About a month ago I decided to take a day-long course titled: Advanced Myofascial Mastery. It was taught by a guy by the name of Til Luchau who has been a bodyworker for over 30 years, and who is highly respected in his field.
The course was not what I was expecting.
Instead of a workshop on techniques (though we did learn a few), it was more of a philosophy course. The aim of bodywork, they said, should not be to think that we as massage therapists are moving muscle and tissue and making large physical changes in the patient’s body. We are not moving mountains here, but this is the prevailing assumption.
Studies have come out that show that massage therapy does little to change the structure of muscle and connective tissue. But it makes us feel better, so what then is it actually doing?
The aim, they continued, should be to engage the nervous system. That is where the pain lies. Sure there are muscle knots and muscle tension, but the nervous system is the underlying structure that controls that tension and how we perceive it. The nervous system is the computer of the body, in a sense.
Trauma, injury, pain and tension get left in the nervous system when we experience these things without releasing them. Our body is a series of circuits, and when we feel pain (electricity) we are conditioned to wince, to hold on, and to guard the area so that when the sensation runs through our nerves, we block its motion; it gets stuck inside of us.
What we can do, as massage therapists, is to gently persuade the nervous system to open up. To let that electricity pass through and move.
We can slowly coax that tension away not by force—jamming our elbow into your back to extinguish the knot—but by remaining present with the tension and most importantly, allowing you, the person on the table, to engage their nervous system and allow it to release the pain.
To feel is to heal. It’s not about us being healers or having magic hands, it’s about facilitating your body’s natural healing mechanism, and helping it along its way.
That’s why chiropractic works the way it does. An adjustment that realigns the spine directly affects how we perceive pain. With massage and chiropractic combined, we can gently persuade you into a more whole state of health.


Exercise
Below are some records; repeat them all exactly, minus the pictures.

Material provided
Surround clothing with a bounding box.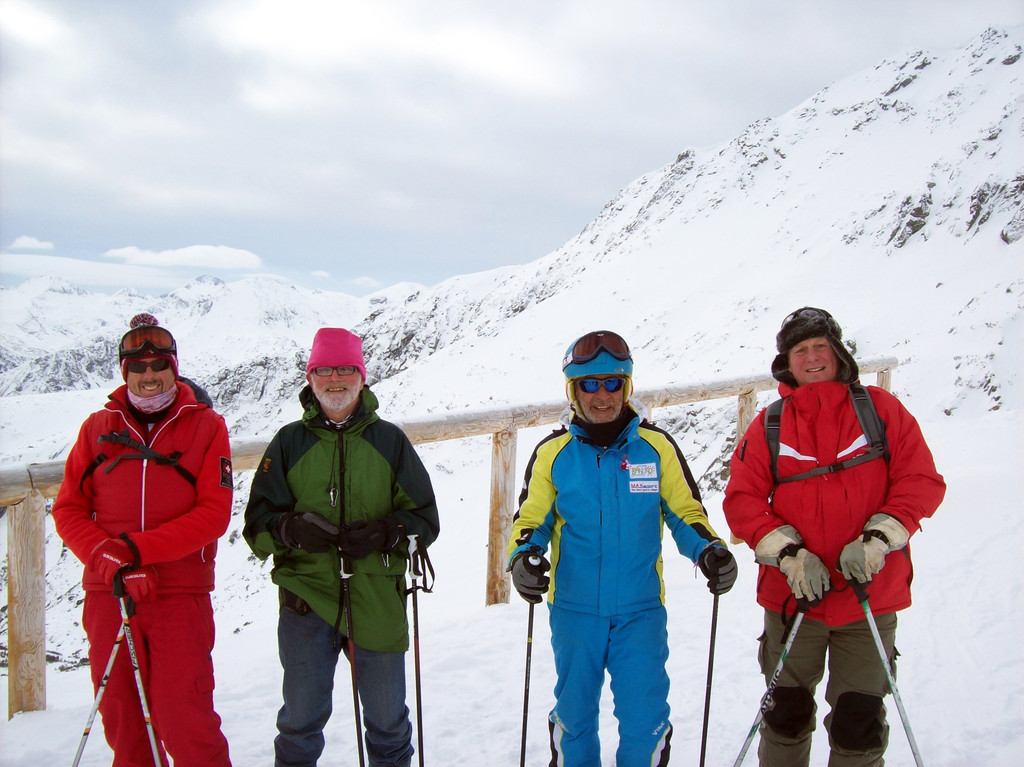
box(59, 345, 236, 748).
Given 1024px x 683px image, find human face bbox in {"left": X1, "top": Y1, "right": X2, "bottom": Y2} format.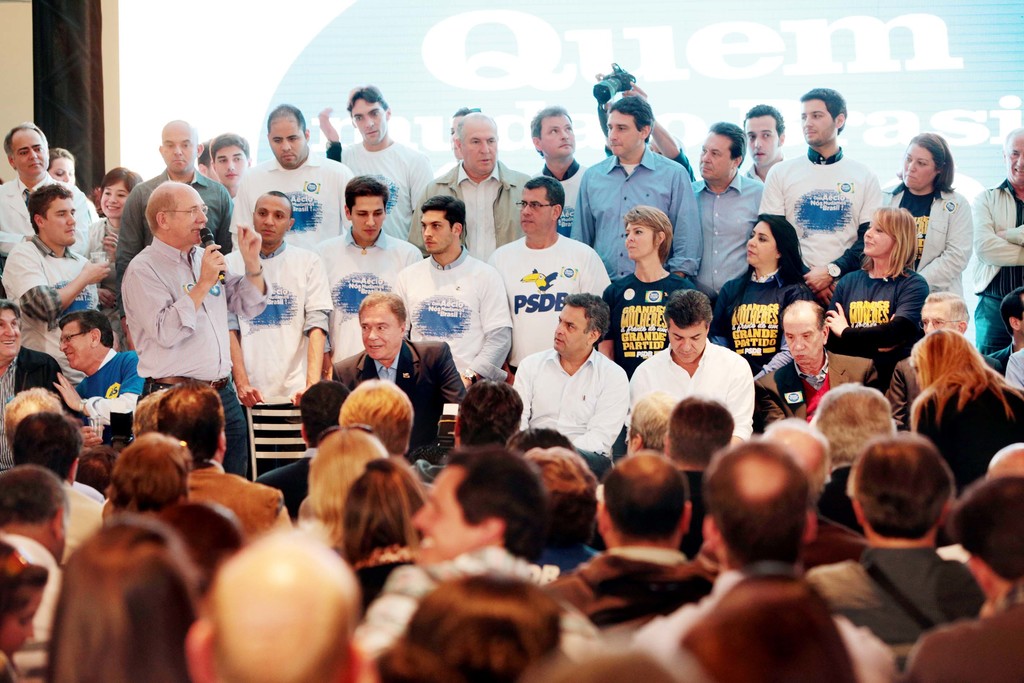
{"left": 206, "top": 159, "right": 218, "bottom": 181}.
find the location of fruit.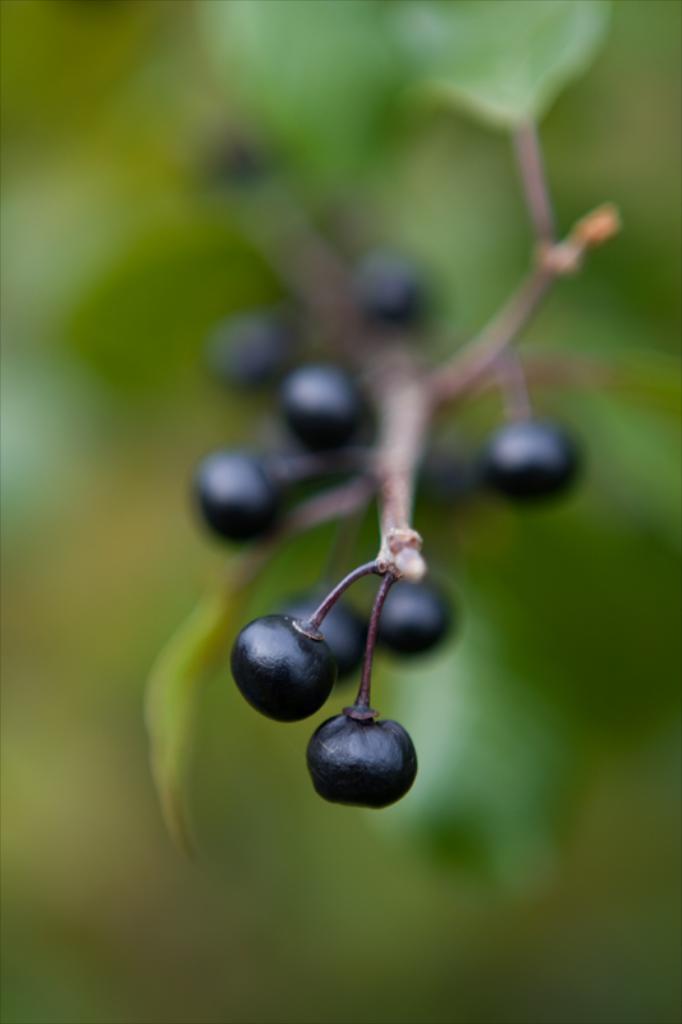
Location: {"left": 287, "top": 353, "right": 366, "bottom": 454}.
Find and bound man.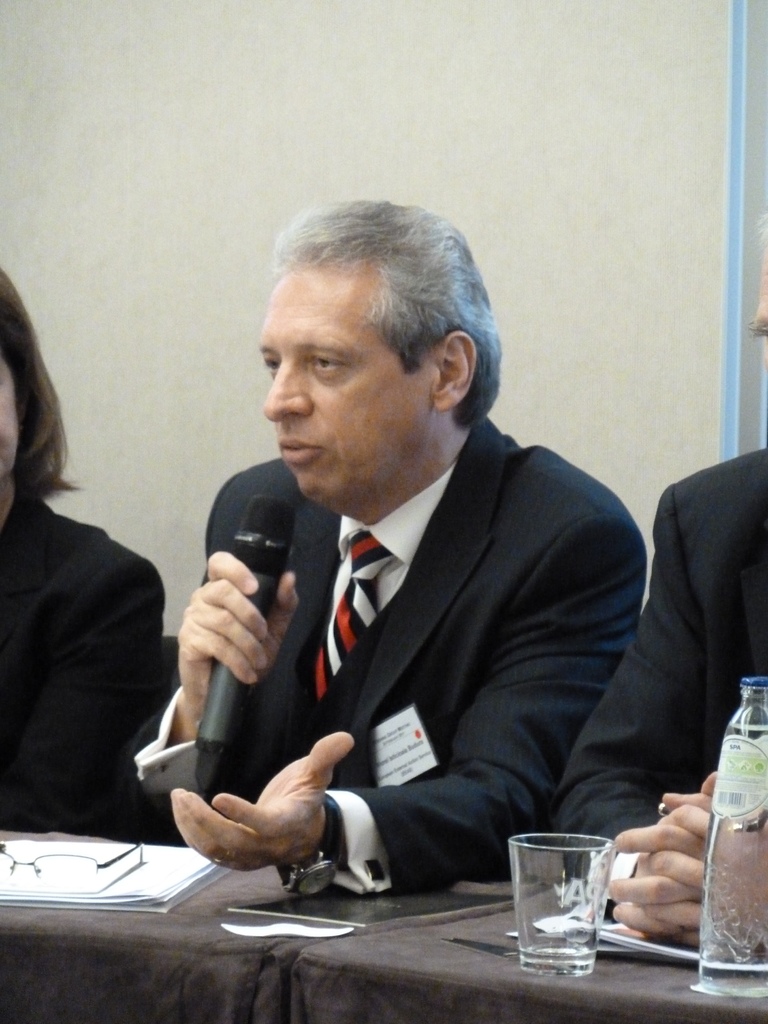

Answer to the problem
Surround clothing with a bounding box.
box(59, 345, 236, 748).
Given 1024px x 683px image, find human face bbox in {"left": X1, "top": Y1, "right": X2, "bottom": Y2} format.
{"left": 206, "top": 159, "right": 218, "bottom": 181}.
find the location of fruit.
Location: {"left": 287, "top": 353, "right": 366, "bottom": 454}.
Find and bound man.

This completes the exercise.